----- DATA FOR THE TASK -----

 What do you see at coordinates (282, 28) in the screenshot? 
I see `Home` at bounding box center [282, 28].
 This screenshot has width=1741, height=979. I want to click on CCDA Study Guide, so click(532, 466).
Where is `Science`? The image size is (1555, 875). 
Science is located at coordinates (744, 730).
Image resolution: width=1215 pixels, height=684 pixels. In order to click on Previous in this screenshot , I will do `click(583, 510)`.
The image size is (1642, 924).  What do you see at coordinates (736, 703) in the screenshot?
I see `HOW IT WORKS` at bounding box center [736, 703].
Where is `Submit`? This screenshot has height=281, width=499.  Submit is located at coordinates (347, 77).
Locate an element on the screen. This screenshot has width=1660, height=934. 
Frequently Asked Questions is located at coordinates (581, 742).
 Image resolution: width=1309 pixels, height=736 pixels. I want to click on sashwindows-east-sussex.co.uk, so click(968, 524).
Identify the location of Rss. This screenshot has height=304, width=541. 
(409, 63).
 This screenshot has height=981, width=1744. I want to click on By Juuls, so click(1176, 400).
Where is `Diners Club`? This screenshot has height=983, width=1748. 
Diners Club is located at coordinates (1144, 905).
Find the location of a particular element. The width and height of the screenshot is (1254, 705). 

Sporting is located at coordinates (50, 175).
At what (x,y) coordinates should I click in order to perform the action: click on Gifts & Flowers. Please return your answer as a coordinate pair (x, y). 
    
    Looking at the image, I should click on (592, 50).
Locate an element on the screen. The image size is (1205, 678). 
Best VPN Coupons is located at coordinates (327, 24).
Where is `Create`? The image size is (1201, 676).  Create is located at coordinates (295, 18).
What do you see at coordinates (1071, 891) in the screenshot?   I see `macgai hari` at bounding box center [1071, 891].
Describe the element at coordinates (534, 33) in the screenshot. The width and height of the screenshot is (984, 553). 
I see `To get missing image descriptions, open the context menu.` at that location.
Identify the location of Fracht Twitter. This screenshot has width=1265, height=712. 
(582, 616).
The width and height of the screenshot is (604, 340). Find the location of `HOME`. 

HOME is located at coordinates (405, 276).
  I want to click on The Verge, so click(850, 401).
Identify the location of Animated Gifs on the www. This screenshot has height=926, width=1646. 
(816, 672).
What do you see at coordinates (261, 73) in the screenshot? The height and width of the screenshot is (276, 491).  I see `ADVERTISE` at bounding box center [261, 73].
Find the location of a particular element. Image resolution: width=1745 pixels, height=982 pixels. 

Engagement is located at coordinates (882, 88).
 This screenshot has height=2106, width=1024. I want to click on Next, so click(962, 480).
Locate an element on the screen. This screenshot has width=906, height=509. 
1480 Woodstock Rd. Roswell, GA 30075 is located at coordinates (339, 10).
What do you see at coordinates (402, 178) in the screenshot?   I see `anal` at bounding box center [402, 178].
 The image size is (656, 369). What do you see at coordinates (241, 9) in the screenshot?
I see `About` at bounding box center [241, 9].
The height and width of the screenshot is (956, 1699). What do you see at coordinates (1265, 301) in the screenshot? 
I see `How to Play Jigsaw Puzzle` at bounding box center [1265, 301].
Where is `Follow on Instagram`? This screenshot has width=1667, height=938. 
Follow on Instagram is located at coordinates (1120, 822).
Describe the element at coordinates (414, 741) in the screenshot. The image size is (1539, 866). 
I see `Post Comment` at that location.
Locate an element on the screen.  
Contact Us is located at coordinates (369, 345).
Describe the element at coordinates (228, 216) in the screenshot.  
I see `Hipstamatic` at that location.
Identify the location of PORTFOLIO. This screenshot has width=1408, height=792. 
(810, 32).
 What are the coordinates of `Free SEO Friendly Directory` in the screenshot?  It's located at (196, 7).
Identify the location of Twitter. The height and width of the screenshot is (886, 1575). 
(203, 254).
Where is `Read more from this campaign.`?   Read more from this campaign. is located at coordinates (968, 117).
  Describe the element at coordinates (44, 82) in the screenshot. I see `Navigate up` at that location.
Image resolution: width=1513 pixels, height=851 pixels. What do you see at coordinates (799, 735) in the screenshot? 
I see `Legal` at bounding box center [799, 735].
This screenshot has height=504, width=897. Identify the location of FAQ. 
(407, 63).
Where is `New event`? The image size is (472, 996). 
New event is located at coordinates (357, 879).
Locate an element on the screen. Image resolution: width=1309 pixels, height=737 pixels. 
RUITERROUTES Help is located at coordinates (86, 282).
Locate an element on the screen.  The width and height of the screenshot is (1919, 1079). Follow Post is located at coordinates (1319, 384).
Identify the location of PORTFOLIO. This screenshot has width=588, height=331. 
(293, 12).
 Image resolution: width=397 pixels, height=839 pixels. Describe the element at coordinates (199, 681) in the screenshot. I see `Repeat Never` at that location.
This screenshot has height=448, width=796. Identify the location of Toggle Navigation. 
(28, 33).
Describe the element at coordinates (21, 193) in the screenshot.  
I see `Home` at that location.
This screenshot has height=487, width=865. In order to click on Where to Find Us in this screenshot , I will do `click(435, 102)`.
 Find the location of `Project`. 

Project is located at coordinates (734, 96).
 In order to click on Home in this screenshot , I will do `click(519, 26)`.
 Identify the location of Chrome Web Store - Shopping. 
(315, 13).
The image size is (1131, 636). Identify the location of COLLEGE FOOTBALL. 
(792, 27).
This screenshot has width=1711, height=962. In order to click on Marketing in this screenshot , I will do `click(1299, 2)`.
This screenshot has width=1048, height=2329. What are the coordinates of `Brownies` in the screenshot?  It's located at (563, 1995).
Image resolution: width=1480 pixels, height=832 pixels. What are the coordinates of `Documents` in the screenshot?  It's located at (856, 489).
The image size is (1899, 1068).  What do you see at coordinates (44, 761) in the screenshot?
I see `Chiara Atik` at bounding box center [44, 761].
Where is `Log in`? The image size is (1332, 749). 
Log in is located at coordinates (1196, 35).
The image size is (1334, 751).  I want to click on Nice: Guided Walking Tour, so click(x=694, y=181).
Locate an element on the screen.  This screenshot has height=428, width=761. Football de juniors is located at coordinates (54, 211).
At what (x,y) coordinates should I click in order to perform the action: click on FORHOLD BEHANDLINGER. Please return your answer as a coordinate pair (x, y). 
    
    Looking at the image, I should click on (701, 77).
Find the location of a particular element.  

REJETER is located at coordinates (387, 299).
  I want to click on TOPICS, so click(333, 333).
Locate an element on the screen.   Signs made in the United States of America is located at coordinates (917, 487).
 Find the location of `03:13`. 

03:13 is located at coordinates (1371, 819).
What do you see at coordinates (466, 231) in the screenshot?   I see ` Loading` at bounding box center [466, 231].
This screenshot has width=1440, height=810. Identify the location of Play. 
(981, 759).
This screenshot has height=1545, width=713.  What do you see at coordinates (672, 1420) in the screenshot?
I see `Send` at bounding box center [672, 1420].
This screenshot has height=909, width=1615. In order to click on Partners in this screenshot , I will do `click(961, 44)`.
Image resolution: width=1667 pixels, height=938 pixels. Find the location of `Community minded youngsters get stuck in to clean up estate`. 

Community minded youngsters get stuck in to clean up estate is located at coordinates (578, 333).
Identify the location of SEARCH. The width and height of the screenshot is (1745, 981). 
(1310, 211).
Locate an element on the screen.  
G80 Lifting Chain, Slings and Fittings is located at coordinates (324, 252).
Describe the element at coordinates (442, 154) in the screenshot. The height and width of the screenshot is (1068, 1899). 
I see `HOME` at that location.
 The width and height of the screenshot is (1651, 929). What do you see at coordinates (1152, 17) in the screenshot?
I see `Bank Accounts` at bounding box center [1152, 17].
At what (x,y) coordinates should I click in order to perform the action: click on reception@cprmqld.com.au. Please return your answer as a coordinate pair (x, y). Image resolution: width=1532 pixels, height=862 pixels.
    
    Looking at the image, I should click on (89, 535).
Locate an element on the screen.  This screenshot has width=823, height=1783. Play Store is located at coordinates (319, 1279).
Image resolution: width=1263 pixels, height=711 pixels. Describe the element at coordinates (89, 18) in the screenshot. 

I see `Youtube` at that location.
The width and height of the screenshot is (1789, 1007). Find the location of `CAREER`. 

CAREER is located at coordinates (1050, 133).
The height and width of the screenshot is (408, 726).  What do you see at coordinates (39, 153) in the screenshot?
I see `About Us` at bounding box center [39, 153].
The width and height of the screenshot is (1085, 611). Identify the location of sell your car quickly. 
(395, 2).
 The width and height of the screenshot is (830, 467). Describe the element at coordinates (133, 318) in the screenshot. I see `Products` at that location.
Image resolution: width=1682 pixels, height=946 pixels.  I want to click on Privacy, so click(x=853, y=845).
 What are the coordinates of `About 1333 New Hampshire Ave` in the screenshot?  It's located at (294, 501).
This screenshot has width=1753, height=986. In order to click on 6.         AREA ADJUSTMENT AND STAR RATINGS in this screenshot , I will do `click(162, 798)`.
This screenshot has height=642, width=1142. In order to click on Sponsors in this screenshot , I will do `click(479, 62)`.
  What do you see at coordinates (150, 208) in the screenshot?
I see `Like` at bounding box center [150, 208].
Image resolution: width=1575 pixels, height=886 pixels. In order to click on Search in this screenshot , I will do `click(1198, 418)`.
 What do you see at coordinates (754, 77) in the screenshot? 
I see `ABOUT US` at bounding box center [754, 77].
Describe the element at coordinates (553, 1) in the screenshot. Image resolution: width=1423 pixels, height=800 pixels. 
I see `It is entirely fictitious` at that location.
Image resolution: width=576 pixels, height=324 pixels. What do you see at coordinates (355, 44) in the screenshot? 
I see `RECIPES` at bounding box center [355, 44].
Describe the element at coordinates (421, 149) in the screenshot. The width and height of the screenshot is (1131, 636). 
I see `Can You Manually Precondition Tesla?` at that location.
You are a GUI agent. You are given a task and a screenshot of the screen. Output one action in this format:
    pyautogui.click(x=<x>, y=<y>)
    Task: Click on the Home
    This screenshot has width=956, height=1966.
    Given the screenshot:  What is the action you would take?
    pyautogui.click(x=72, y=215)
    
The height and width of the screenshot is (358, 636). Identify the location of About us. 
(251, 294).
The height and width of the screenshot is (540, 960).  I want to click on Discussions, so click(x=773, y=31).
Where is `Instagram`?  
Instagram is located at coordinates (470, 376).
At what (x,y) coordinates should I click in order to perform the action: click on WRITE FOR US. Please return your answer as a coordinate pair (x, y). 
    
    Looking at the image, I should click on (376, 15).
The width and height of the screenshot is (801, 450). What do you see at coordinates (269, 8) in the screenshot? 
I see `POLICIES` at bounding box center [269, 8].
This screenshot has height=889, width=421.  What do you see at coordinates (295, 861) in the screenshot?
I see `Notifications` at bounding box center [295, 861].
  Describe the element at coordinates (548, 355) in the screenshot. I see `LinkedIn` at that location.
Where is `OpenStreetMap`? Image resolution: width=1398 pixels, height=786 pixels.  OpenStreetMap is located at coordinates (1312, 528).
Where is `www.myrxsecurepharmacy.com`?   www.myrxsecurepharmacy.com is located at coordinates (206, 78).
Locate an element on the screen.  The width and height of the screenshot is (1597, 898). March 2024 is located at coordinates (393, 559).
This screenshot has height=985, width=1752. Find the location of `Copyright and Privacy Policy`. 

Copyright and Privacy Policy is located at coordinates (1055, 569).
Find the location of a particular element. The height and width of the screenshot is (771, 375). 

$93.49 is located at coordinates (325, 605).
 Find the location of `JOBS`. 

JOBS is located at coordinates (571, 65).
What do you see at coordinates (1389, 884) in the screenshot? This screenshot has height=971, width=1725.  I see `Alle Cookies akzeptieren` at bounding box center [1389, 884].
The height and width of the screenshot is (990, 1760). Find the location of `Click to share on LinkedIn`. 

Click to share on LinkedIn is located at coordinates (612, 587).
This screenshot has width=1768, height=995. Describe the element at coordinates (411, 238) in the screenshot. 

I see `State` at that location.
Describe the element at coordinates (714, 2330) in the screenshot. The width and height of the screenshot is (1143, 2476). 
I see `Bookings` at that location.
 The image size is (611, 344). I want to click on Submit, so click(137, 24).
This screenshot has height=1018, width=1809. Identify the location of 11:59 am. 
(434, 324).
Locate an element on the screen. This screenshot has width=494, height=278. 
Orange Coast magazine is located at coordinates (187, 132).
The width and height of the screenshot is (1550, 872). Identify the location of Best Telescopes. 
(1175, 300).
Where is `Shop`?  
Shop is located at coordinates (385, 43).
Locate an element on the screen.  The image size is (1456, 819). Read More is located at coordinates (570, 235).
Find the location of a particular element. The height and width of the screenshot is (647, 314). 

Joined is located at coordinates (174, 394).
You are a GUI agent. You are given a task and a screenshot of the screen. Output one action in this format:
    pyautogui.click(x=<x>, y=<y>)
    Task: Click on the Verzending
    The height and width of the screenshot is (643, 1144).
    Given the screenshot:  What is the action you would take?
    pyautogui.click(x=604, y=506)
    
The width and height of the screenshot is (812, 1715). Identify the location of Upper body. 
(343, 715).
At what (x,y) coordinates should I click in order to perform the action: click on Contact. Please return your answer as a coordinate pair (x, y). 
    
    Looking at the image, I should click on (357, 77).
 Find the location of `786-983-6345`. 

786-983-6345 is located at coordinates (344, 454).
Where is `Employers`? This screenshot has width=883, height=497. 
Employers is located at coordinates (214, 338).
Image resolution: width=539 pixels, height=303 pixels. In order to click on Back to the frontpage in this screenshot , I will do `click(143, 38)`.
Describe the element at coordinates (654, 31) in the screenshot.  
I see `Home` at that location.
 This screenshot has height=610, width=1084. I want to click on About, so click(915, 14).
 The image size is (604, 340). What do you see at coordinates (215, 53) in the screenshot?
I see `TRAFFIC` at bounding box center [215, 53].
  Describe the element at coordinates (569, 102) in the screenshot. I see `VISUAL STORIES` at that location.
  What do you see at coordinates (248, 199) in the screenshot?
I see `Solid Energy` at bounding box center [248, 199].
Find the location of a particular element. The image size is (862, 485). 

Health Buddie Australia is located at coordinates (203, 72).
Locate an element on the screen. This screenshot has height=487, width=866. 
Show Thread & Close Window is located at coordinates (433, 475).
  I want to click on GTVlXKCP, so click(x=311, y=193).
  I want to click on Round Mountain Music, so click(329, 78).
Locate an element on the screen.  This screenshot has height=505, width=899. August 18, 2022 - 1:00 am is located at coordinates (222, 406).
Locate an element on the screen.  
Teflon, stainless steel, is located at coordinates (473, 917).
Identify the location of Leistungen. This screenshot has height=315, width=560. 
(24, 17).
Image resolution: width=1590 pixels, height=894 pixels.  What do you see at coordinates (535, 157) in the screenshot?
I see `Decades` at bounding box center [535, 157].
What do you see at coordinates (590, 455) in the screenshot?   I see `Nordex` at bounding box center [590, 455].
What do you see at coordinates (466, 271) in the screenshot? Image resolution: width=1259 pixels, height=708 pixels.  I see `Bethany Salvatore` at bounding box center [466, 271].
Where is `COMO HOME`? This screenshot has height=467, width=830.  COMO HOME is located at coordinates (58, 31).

-----

## TASK GOAL
Go to the line with "is (1555, 875)." in the entries above and repeat every line from there through the line with "Image resolution: width=1215", exactly and with no other text.

## OUTPUT OF THE EXERCISE
Where is `Science`? The image size is (1555, 875). 
Science is located at coordinates (744, 730).
Image resolution: width=1215 pixels, height=684 pixels. In order to click on Previous in this screenshot , I will do `click(583, 510)`.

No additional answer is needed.